By saying yes to 201 on November 5, Arizonans will expand casino gambling to dog tracks throughout the state. In effect, this will financially support greyhound racing and the continued ghastly treatment of its "stars," the greyhounds themselves. An estimated 19,000 greyhounds were euthanized nationally in 2000 due to the simple fact that they were no longer able to race, and thereby were not of any further value to the industry. Although adoption programs are helping many greyhounds find happy homes, this is not the answer--ending the unnecessary abuse and suffering is.

--Mike Iorio


A Piece of the Action

To the Editor,

I appreciate Tom Danehy's opinion regarding the different propositions on Indian gaming ("Indian Givers," October 10).

I had the unique opportunity as a non-tribal member to work for three years in Sells for the Tohono O'odham Nation. During that time I saw tribal members adversely affected to a larger degree by poverty, unemployment, alcoholism, suicide and illness than non-tribal members living in the Tucson area. Requests for assistance to lawmakers in Phoenix were rarely if ever answered.

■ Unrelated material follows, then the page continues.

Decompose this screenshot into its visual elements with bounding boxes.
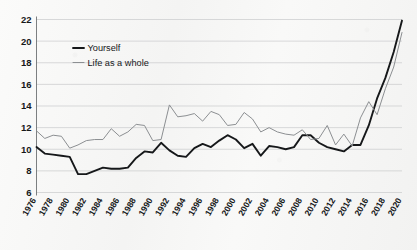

I always thought their pleas fell on deaf ears, but realize now that their hearing was excellent. Tribal members should have been rubbing two quarters together. The sound of money has made their ears perk up like a couple of Doberman pincers when dinner is called.

Indian gaming is generating money and lawmakers want a piece of the action. The different propositions are just a way for lawmakers to get their hands in the pockets of tribal people. It is apparent they do no care that money will be taken away from the very people who need it the most.

Danehy told it like it is.

--Jay McKenzie, ex-Director
Tribal Employment Rights Office
Tohono O'odham Nation


Voting for Amphi

To the Editor,

There are three candidates running for two positions on the Amphitheater Governing Board (The Skinny, October 17). Of the three, Patricia Clymer and Doug Reed offer the best hope for dedicated leadership. Jeff Grant, on the other hand, is too connected to the past. So connected, in fact, that one cannot tell the difference.

Grant chaired the failed campaign for Mike Bernal's attempt to retain his position on the board. Bernal was opposed to a "call to the audience" at governing board meetings, even going as far to get the Amphitheater taxpayers to pay for a ridiculous legal opinion calling such public comment "illegal" at board meetings. Bernal, of course, lost easily. Grant was appointed to the "budget committee" by Virginia Houston. That "committee" ultimately became a recognized farce and it added ammunition to the recall election that threw out Houston along with Grant's other friends, Richard Scott and Gary Woodard.

Grant favors the creation of a school district that only serves the town of Oro Valley. Can such a selfish person adequately represent the children in the "southern" part of the district? I, for one, would like to know why he favors such an "exclusive" district. Is it the colorful diversity he has a problem with? Is it the low economic status he fears? Is it the issue of taxes? Studies show that the Tucson Mall and the Auto Mall pay far more in taxes to Amphitheater and they are located in the "other" part of the district. I know the residents of Oro Valley do not share his point of view.

There is only one central administrator and one principal left from the disaster that was Amphitheater. We kicked out the old board and we welcomed the "retirements" of the administrators. We are now under an order from the Attorney General to conduct our business properly because of the methods Grant's friends employed to run our district.

I urge the voters to remember the past and look to the future when they vote on November 5. Please vote for Clymer and Reed.